WHAT IS EXPECTED: Your answer should be the lines from the one with "Identify the location of breadcrumb-current: Modelador." to the end of the data below, both included, exact and free of pictures.

Data excerpts:
------------------------------------------------------------

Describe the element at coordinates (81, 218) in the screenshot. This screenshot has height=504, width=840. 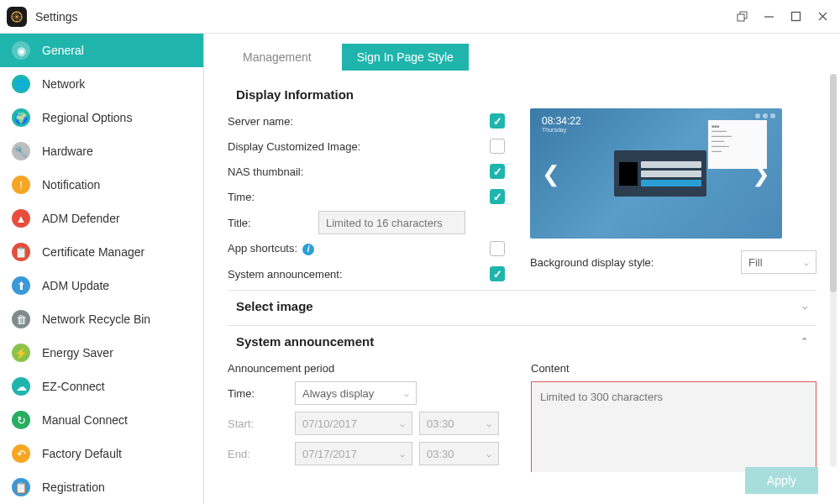
I see `sidebar-item-label: ADM Defender` at that location.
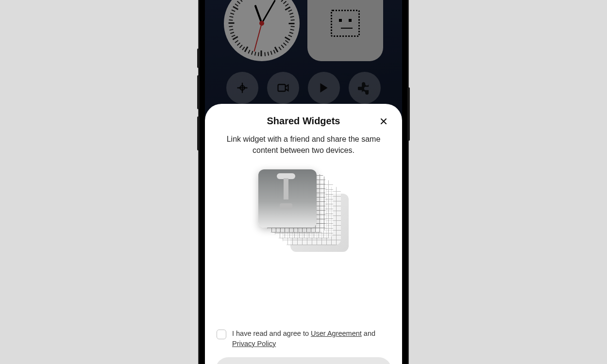  What do you see at coordinates (304, 145) in the screenshot?
I see `sheet-subtitle: Link widget with a friend and share the …` at bounding box center [304, 145].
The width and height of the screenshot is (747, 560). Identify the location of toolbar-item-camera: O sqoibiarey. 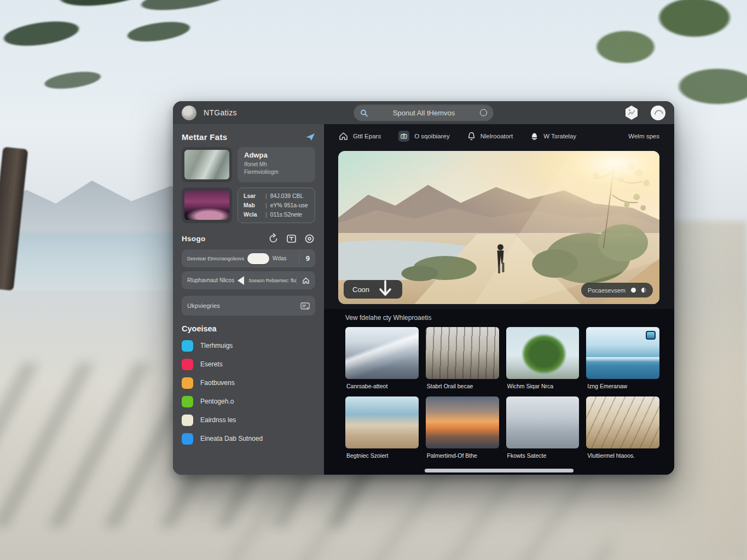
(424, 136).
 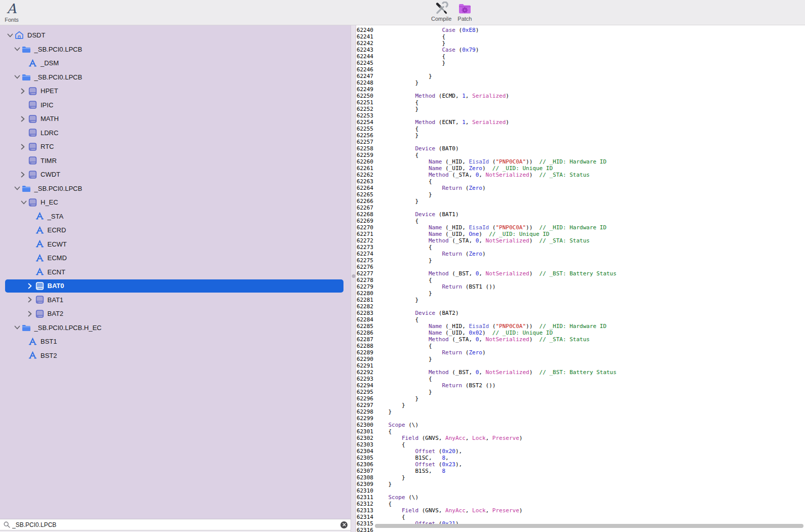 I want to click on tree-item-label: MATH, so click(x=50, y=118).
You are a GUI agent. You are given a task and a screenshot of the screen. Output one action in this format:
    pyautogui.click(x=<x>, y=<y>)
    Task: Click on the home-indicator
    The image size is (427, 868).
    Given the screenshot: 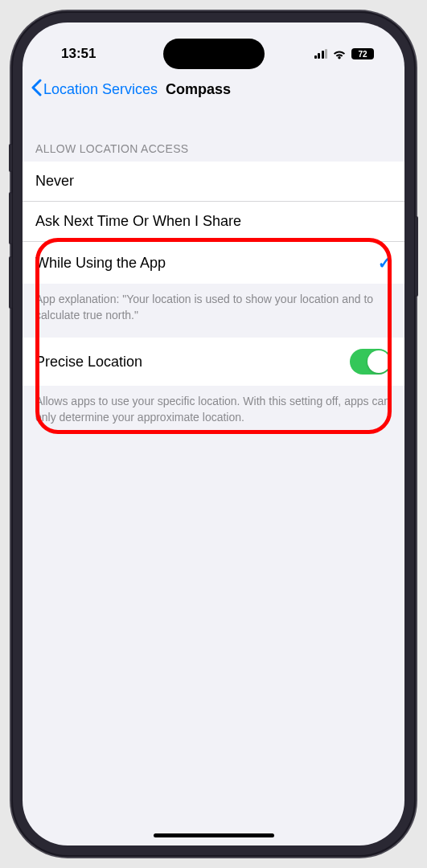 What is the action you would take?
    pyautogui.click(x=214, y=836)
    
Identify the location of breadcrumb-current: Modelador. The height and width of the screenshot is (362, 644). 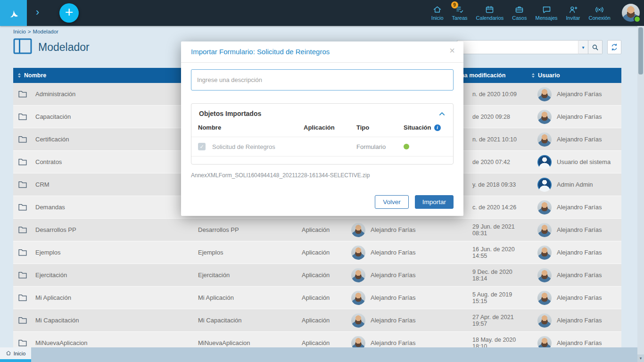
(46, 32).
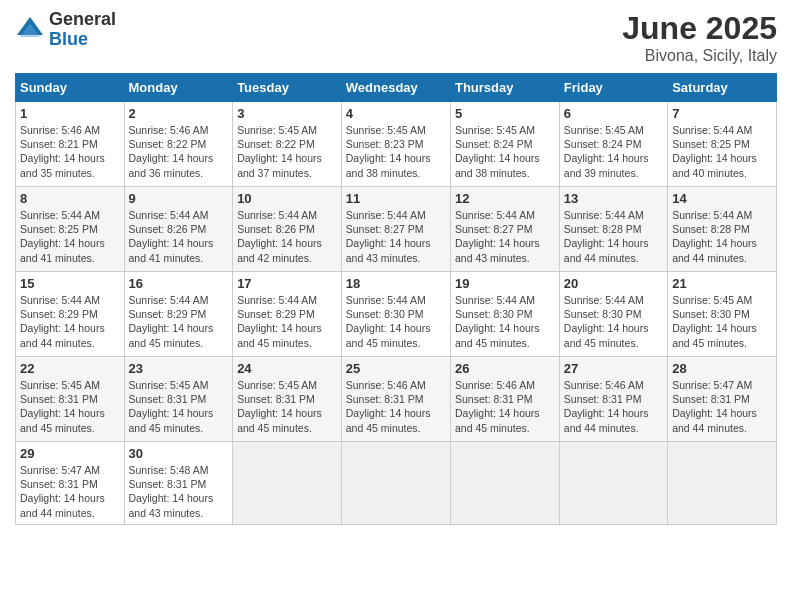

------------------------------------------------------------

REPLY:
Identify the location of breadcrumb-current: Modelador. The height and width of the screenshot is (362, 644). 
(46, 32).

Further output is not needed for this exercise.